August 02, 2013 07:40 pm | Updated August 03, 2013 02:31 am IST - Jaipur

Sit-in against Rajasthan government's "indifference"

Members of the Rajasthan Muslim Forum and other organisations staged a dharna here on Friday to protest against the “targeted” police action on community members earlier this month in Tonk, about 90 km from here.

The Muslim Forum, the People’s Union for Civil Liberties (PUCL), the Rajasthan Sadbhavana Manch and the Dalit Adhikar Manch staged a sit-in against the government's “indifference” and demanded justice for the victims of the violence.

A delegation of citizens met Rajasthan Chief Secretary C.K. Matthew last week and gave him a copy of an independent fact-finding team’s report on the incident of July 12, when the police and special task force fired teargas shells and lathicharged Muslims praying inside the Chhawni Mosque.

One killed

According to the fact-finding team, one person was killed and 50, including elderly people, were injured in the police action.

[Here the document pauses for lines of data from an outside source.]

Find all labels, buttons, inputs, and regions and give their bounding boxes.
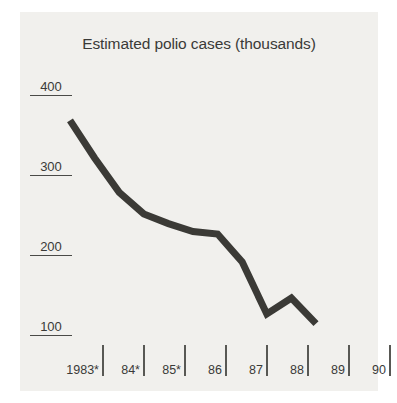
x-axis-tick-label-87: 87 <box>249 363 263 377</box>
x-axis-tick-label-84: 84* <box>121 363 140 377</box>
x-axis-tick-label-90: 90 <box>372 363 386 377</box>
x-axis-tick-label-1983: 1983* <box>66 363 99 377</box>
plot-area: 400 300 200 100 1983* 84* <box>20 12 378 391</box>
x-axis-tick-87: 87 <box>227 343 268 377</box>
x-axis-tick-85: 85* <box>145 343 186 377</box>
x-axis-tick-88: 88 <box>268 343 309 377</box>
x-axis-tick-84: 84* <box>104 343 145 377</box>
x-axis-tick-90: 90 <box>350 343 391 377</box>
x-axis-tick-label-86: 86 <box>208 363 222 377</box>
x-axis-tick-label-85: 85* <box>162 363 181 377</box>
x-axis-tick-label-89: 89 <box>331 363 345 377</box>
x-axis-tick-1983: 1983* <box>48 343 104 377</box>
x-axis-tick-86: 86 <box>186 343 227 377</box>
data-series-line <box>20 12 378 391</box>
chart-panel: Estimated polio cases (thousands) 400 30… <box>20 12 378 391</box>
x-axis-tick-89: 89 <box>309 343 350 377</box>
x-axis-tick-label-88: 88 <box>290 363 304 377</box>
x-axis-tick-91: 91 <box>391 343 397 377</box>
chart-figure: Estimated polio cases (thousands) 400 30… <box>0 0 397 403</box>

The delegation and the fact-finding team that visited Tonk, comprised PUCL national secretary Kavita Srivastava, Sawai Singh of the Sarva Seva Sangh, Mohd. Hasan, Satish Kumar of the Dalit Adhikar Kendra, Quari Moinudin of the Rajasthan Muslim Forum among others.

“The prayers were over and people were coming out, so why did the police enter the mosque and fire teargas shells,” asked Ms. Srivastava.

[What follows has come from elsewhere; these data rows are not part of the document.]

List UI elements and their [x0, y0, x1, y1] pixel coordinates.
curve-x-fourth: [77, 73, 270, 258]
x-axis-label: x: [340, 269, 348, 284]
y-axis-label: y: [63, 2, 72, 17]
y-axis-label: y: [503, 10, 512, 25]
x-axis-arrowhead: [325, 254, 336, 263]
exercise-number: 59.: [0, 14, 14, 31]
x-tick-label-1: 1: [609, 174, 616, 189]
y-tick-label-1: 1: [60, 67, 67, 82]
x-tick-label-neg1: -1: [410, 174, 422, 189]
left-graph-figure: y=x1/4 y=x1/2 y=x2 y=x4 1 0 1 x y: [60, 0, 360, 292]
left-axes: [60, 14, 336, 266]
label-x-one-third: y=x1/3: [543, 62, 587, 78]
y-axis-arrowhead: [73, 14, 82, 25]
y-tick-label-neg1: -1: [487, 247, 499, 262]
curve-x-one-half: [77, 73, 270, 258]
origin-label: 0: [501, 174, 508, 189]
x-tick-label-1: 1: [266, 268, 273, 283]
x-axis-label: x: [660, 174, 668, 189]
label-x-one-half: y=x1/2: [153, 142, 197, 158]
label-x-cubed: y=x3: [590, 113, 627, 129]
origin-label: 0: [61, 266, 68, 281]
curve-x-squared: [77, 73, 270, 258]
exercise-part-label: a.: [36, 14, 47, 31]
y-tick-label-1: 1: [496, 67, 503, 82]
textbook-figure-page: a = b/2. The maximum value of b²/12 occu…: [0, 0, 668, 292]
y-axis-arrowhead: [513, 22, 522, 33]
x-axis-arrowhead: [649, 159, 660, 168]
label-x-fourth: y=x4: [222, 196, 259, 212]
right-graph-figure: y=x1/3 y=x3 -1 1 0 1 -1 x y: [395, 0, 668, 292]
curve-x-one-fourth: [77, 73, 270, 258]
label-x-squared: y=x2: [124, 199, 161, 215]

“More than communal elements, who are anyway always looking to fan tensions, it was the police action that was totally unwarranted and communally targeted,” Ms. Srivastava told The Hindu.

According to the fact-finding team’s report, the police action came after “sporadic altercation between members of the Keer and Muslim communities the previous night.”

On July11, during the first Iftar and prayer of Ramzan, a scuffle reportedly broke out between Keers and Muslims over Keer youths playing loud music in a marriage procession.

While a motorcycle was set ablaze during the scuffle, the matter was almost immediately resolved by elders of the two communities.

However, members of the delegation that met the Chief Secretary claimed that the next day, several anti-social elements armed with swords, gathered outside the mosque the next day and started shouting inflammatory slogans.

As a result, Muslim youths got into an argument with the said elements. At that, instead of chasing the troublemakers away, an “special task force team barged into the mosque by breaking its gates and fired teargas shells indiscriminately, blinding elderly people in prayers...a taxi driver, Nasir,was hit and died of a teargas shell injury,” the report claimed.